It’s been an extraordinary few weeks in the world's latest disaster zones. A little more than a month after the devastion that befell Haiti the Americas suffered another major earthquake – one of the strongest ever recorded – in Chile that unleashed tsunamis and so far has claimed more than 720 lives.
Then, in Western Europe, Storm Xyntia claimed some 60 lives in with waves as high as eight meters battering the coasts of Portugal, Spain and France. The west coast of France was hit by winds up to 150 km/h killing at least 48 people. Charente-maritime and Vendée experienced very serious flooding and damage and at least 25 people died in Vendée after a sea wall collapsed in causing massive flooding. Search and rescue operations were still under way at the time of writing with casualties numbers expected to rise.

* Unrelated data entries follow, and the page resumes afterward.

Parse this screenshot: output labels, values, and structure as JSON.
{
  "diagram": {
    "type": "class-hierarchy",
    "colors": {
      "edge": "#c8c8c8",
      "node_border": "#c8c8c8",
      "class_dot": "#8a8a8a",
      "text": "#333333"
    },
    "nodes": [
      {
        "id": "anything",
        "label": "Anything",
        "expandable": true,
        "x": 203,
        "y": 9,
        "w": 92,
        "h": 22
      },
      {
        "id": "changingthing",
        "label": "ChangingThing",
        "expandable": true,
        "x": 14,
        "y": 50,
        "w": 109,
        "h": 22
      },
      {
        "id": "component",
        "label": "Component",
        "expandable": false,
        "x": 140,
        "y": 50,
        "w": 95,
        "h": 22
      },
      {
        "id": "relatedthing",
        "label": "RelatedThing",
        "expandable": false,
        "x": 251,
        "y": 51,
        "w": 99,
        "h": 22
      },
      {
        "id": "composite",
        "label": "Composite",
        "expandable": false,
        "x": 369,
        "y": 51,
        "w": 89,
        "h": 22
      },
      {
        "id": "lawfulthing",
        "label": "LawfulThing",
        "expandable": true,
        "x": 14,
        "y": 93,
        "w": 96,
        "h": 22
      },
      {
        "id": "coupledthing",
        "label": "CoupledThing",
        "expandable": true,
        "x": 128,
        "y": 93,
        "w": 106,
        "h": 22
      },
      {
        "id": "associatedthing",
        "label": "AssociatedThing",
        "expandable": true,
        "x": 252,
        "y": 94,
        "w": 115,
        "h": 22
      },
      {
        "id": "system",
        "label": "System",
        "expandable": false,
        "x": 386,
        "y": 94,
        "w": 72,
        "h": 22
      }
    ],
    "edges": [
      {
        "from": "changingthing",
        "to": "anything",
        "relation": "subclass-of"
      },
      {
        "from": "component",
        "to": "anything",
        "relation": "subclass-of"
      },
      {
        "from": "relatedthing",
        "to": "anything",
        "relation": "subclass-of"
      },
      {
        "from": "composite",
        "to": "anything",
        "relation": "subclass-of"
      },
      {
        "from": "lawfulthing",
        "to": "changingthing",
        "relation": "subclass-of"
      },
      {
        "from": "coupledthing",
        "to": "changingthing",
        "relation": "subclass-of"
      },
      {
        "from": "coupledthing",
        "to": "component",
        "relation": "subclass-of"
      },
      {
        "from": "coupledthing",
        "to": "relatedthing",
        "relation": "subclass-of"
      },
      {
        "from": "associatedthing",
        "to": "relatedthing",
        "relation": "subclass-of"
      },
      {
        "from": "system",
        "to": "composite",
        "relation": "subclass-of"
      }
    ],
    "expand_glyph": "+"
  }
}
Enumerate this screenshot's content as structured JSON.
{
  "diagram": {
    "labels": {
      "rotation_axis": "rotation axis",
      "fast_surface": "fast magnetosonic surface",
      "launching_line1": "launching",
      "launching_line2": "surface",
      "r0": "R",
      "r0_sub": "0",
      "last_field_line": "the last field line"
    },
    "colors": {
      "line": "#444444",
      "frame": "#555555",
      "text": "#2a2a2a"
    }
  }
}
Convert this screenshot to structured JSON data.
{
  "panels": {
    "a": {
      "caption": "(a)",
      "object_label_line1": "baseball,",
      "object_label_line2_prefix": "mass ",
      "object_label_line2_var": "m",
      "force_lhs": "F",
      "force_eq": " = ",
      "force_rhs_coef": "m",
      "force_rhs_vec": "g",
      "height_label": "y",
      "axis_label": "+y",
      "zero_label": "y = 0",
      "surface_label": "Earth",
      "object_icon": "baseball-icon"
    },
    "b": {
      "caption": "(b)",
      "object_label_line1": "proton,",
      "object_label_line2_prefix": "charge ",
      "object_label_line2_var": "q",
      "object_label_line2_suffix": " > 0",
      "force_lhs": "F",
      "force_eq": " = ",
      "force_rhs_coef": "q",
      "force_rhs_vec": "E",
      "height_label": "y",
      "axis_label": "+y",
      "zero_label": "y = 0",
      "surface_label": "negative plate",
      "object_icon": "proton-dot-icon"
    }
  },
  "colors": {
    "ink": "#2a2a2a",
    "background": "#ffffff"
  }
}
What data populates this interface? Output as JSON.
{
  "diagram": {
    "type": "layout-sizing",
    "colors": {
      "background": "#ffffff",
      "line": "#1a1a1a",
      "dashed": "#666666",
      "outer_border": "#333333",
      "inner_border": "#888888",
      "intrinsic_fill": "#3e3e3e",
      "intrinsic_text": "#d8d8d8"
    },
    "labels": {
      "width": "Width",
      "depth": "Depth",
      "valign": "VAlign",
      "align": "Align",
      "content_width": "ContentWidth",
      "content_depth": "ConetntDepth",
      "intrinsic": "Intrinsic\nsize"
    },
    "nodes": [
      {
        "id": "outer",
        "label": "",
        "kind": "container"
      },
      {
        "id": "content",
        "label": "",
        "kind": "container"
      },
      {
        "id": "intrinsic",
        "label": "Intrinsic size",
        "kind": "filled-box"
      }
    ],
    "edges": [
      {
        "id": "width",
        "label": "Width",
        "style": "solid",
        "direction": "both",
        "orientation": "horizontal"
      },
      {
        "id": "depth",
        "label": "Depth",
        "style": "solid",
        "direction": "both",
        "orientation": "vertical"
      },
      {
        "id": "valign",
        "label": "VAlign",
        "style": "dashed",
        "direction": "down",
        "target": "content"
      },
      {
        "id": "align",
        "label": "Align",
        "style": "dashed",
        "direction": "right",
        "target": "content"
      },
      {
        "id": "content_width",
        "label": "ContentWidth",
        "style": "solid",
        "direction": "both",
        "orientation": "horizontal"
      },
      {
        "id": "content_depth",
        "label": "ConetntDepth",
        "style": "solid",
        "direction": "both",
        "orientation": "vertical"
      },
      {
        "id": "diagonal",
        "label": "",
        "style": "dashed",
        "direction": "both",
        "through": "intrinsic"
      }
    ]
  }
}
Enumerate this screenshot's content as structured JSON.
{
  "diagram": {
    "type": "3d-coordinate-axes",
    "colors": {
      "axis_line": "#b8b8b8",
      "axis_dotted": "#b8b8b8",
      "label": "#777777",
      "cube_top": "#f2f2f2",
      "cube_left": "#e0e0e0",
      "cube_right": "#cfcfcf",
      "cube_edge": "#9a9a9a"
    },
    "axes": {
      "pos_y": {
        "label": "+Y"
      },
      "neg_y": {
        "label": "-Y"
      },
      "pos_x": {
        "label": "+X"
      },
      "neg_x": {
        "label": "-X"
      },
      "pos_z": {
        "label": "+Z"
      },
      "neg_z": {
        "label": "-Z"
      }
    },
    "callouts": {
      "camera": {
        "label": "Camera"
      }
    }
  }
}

Meanwhile back in Haiti, early rains trigger deadly floods, further testing the endurance of a nation reeling from one of the worst disasters of modern times. Occasional contributor to HDEO, Alex Wynter, is on the ground and posted this report today.
Deadly floods saturate Haiti’s south west
It came a month before the official start of the season, but the intense rain that swept through the western end of the southern Haitian promontory over the weekend left parts of the city of Les Cayes under a metre and a half of water and reportedly claimed eight lives.
Photo: Jean Renand Valiere/UNDP: Intense rain swept through the western end of the southern Haitian promontory over the weekend, leaving parts of the city of Les Cayes (pictured) under a metre and a half of water and reportedly claimed eight lives.
“Yesterday it rained all day long and only stopped early this morning,” said Jean-Yves Placide, regional head of the Haitian Red Cross branch in Les Cayes, 160 km west of the capital, Port-au-Prince.
“The poor state of the sewers caused flooding in every quarter of the city,” he added “and in some places the waters rose to ceiling level in people’s houses.”
Damage
Red Cross branch staff are now working with local authorities to assess the full extent of the damage. Local news reports said people had to climb on to roofs to escape the water cascading through the streets of the town, which is one of Haiti’s most important ports for the coffee and sugar trade. Some houses are said to have collapsed, and patients at Les Cayes hospital had to be moved to safety on upper floors.
Placide says the branch was trying to confirm reports two people had died in Cavaillon, 19 km from Les Cayes. Cavaillon and Les Cayes were also affected by the 12 January quake, if less seriously than Port-au-Prince and other towns to the east.
Refugees
But like many towns and cities across Haiti, the 70’000 population of Les Cayes has been swollen by refugees from the quake zone, who are staying with friends and relatives or camping in people’s yards and on open spaces.
“There are many people living in the streets who could not sleep last night,” Placide says. “The situation will be really worrying if it continues to rain. The sun is out now, but the storm clouds come and go.”
The flooding in Les Cayes has given renewed urgency to the effort to protect hundreds of thousands of acutely vulnerable people in the more than 300 improvised settlements that sprang up after the earthquake.
The latest figures show that nearly 40 per cent of an estimated total of 1.3m people have now received various shelter materials such as tarpaulins, tents and toolkits.
Hurricane season
But with less than a month to go before the 1st of April start to the rainy season, humanitarian shelter in Haiti is a battle against time.
Neither tents nor tarpaulins are expected to provide much more than minimal protection from the Haitian rainy season, which peaks in May when Port-au-Prince gets an average 230 mm of rain, and sometimes as much as 50 mm in two hours.
“In addition to our earthquake response, we’re taking action to scale up preparations for the hurricane season, which starts around the middle of the year,” says Iain Logan, head of Red Cross operations in Port-au-Prince.
Disaster preparedness
“The early floods in Les Cayes are a sharp reminder that the very significant disaster preparedness effort we started after the 2008 hurricanes will have to be expanded and adapted. We face an almost unique set of circumstances generated by a catastrophic quake, a rainy season, and a hurricane season, one after the other in rapid succession.”
Les Cayes was Sunday cut off by road and – due to lingering bad weather – by air. But a Red Cross team was hoping to get through by air today.